The police are already stretched and, unless they get full support, disintegration of the force could well begin. There have been no fatalities yet, but that is where things are headed. Once violent demonstrations are ended and there is a return to peaceful protest, the chief executive can start the conciliation process with inquiries and measures to reform LegCo, housing and much else. With compromise, good faith and good will, and without stirring nationalist sentiment, this can be solved. The Hong Kong Government’s withdrawal of the extradition Bill and their apology for the unintended spraying of paint at the Kowloon Mosque is a good start.
Over the past several weeks, Members have received a steady flow of emails from Hong Kongers, some setting out their analysis of the situation with great fluency. I will not give names, for fear of retribution, but outstanding arguments include:
“Unlike other British Overseas Territories, the British Hong Kong residents were denied a vote on the future. The land and the people were handed over to the Chinese without asking their consent”.
“Hong Kong Britons born in British Hong Kong before the handover were British by birth. After the handover, those of Chinese descent had Chinese nationality brutally imposed by Beijing. It is now impossible for them to register as British citizens due to the imposition of Chinese nationality”.
“Beijing is not concerned about the justifiable rights of the Hong Kong people, but only on how to silence opposition views”.
That is just a sample of the many emails that I and others have received appealing for help.
Should the situation in Hong Kong be seen as part of the broader picture of Chinese foreign policy? Most people will be familiar with China’s belt and road initiative—a massive infrastructure and investment project, a new Silk Road to transport Chinese goods through the heart of central Asia and into Europe, with defined maritime routes through and beyond the Indian Ocean, served by a string of naval bases, including in Sri Lanka and Djibouti, to protect their passage.

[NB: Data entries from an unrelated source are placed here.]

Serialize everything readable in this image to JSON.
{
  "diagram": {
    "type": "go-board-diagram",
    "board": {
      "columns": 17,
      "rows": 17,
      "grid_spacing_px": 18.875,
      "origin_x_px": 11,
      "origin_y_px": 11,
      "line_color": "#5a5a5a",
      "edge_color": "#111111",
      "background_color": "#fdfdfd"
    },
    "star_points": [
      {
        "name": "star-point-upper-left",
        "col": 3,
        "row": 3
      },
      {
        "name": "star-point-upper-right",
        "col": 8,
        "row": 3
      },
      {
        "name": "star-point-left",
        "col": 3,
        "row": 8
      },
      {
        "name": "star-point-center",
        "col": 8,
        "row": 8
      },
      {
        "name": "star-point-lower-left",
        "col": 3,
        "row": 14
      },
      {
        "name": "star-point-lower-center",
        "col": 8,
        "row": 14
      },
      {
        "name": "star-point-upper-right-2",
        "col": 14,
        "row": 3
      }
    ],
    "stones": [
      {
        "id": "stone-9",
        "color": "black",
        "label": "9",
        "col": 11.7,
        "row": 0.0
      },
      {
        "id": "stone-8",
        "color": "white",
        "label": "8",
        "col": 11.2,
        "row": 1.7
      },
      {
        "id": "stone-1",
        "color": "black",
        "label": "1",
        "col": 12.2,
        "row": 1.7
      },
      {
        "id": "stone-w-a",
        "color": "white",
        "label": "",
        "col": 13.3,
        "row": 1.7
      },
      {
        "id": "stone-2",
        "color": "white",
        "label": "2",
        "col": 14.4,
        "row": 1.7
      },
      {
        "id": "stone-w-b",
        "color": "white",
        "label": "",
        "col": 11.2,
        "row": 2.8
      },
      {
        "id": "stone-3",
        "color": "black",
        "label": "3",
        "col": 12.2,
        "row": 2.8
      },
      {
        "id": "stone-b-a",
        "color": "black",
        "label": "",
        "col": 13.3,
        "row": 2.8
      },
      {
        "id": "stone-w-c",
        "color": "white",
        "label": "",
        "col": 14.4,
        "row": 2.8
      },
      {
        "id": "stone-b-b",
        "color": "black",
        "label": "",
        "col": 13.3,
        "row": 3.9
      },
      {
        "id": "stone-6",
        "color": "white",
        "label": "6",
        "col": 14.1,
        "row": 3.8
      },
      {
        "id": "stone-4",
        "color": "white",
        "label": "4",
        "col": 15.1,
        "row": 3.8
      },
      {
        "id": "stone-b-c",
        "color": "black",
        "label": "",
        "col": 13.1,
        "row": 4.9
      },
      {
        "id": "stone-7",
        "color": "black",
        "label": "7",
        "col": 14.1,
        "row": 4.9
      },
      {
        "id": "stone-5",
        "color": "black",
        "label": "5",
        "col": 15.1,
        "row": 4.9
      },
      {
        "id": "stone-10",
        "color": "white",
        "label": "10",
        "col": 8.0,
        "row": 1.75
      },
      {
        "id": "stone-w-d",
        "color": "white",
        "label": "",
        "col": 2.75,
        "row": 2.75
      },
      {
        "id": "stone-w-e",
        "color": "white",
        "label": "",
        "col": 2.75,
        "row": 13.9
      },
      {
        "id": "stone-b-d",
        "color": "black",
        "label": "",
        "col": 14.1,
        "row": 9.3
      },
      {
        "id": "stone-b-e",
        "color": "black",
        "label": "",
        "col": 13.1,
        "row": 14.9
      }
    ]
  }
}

It smacks of imperialism on a global scale not seen since the 18th and 19th centuries. Chinese foreign policy includes extending territorial claims to a network of disputed islands, reefs and atolls throughout the South China Sea, stretching into the Pacific and closing on Australia. Harbour and airport facilities with military capabilities and defence infrastructure have mushroomed on islands that make up the Paracels and Spratlys.

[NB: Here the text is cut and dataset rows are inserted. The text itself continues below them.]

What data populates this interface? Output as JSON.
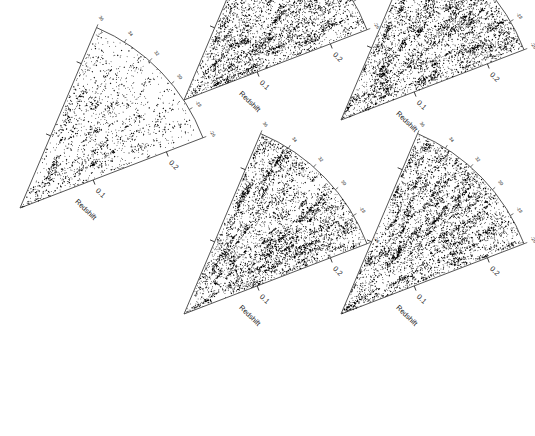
{
  "figure": {
    "background_color": "#ffffff",
    "ink_color": "#000000",
    "width": 502,
    "height": 436,
    "panel_count": 5
  },
  "axes": {
    "radial_axis_title": "Redshift",
    "radial_tick_labels": [
      "0.1",
      "0.2"
    ],
    "radial_tick_values": [
      0.1,
      0.2
    ],
    "angular_tick_labels": [
      "36",
      "34",
      "32",
      "30",
      "-28",
      "-26"
    ],
    "radial_min": 0.0,
    "radial_max": 0.25
  },
  "panels": [
    {
      "id": "panel-observed",
      "name": "observed-survey-wedge",
      "position": "left",
      "x": 14,
      "y": 112,
      "density": 0.62,
      "clump": 0.55,
      "seed": 11,
      "radial_falloff": true
    },
    {
      "id": "panel-mock-1",
      "name": "mock-catalogue-wedge-1",
      "position": "top-middle",
      "x": 178,
      "y": 4,
      "density": 1.0,
      "clump": 0.95,
      "seed": 23,
      "radial_falloff": false
    },
    {
      "id": "panel-mock-2",
      "name": "mock-catalogue-wedge-2",
      "position": "top-right",
      "x": 335,
      "y": 24,
      "density": 0.95,
      "clump": 0.88,
      "seed": 37,
      "radial_falloff": false
    },
    {
      "id": "panel-mock-3",
      "name": "mock-catalogue-wedge-3",
      "position": "bottom-middle",
      "x": 178,
      "y": 218,
      "density": 1.0,
      "clump": 0.92,
      "seed": 53,
      "radial_falloff": false
    },
    {
      "id": "panel-mock-4",
      "name": "mock-catalogue-wedge-4",
      "position": "bottom-right",
      "x": 335,
      "y": 218,
      "density": 0.97,
      "clump": 0.9,
      "seed": 71,
      "radial_falloff": false
    }
  ],
  "chart_data": {
    "type": "scatter",
    "title": "",
    "subtitle": "",
    "xlabel": "Redshift",
    "ylabel": "",
    "projection": "polar-wedge",
    "panel_layout": "1 left + 2x2 right",
    "xlim": [
      0.0,
      0.25
    ],
    "angular_range_deg": [
      26,
      36
    ],
    "grid": false,
    "legend": null,
    "series": [
      {
        "name": "observed-survey-wedge",
        "point_style": "dot",
        "color": "#000000",
        "relative_density": 0.62,
        "clustering_strength": 0.55,
        "note": "sparser at high redshift"
      },
      {
        "name": "mock-catalogue-wedge-1",
        "point_style": "dot",
        "color": "#000000",
        "relative_density": 1.0,
        "clustering_strength": 0.95
      },
      {
        "name": "mock-catalogue-wedge-2",
        "point_style": "dot",
        "color": "#000000",
        "relative_density": 0.95,
        "clustering_strength": 0.88
      },
      {
        "name": "mock-catalogue-wedge-3",
        "point_style": "dot",
        "color": "#000000",
        "relative_density": 1.0,
        "clustering_strength": 0.92
      },
      {
        "name": "mock-catalogue-wedge-4",
        "point_style": "dot",
        "color": "#000000",
        "relative_density": 0.97,
        "clustering_strength": 0.9
      }
    ],
    "xticks": [
      0.1,
      0.2
    ],
    "xticklabels": [
      "0.1",
      "0.2"
    ],
    "angular_ticks": [
      36,
      34,
      32,
      30,
      28,
      26
    ],
    "angular_ticklabels": [
      "36",
      "34",
      "32",
      "30",
      "-28",
      "-26"
    ]
  }
}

China has just secured a 75-year renewable lease on the whole of the island of Tulagi in the heart of the Solomon Islands, complete with fully functional naval and air bases initially provided by the Allied forces in World War II. Last month, China persuaded the Solomon Islands to join Kiribati in switching diplomatic ties from Taipei to Beijing.

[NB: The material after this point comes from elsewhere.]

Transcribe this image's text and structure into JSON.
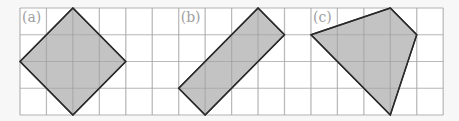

There are worries, particularly in the US and Australia, that these developments provide a foothold for establishing a military presence in their backyard. The annual Bersama Lima military exercise is currently in full swing, with the intention of five nations combining to provide defence across Asia from a potential Chinese conventional threat: the front line. However, the allies’ combined power compared to China’s is extraordinary: the details do not bear reading. However, given that military engagement would seem an invidious course of action, we must examine combined economic and other actions to persuade China to address the plight of the Hong Kongers. In the words of Hong Kongers:
“Hong Kong is not Hong Kong anymore. No freedom, no justice, not safe. Please help to save the Hong Kongers’ life”.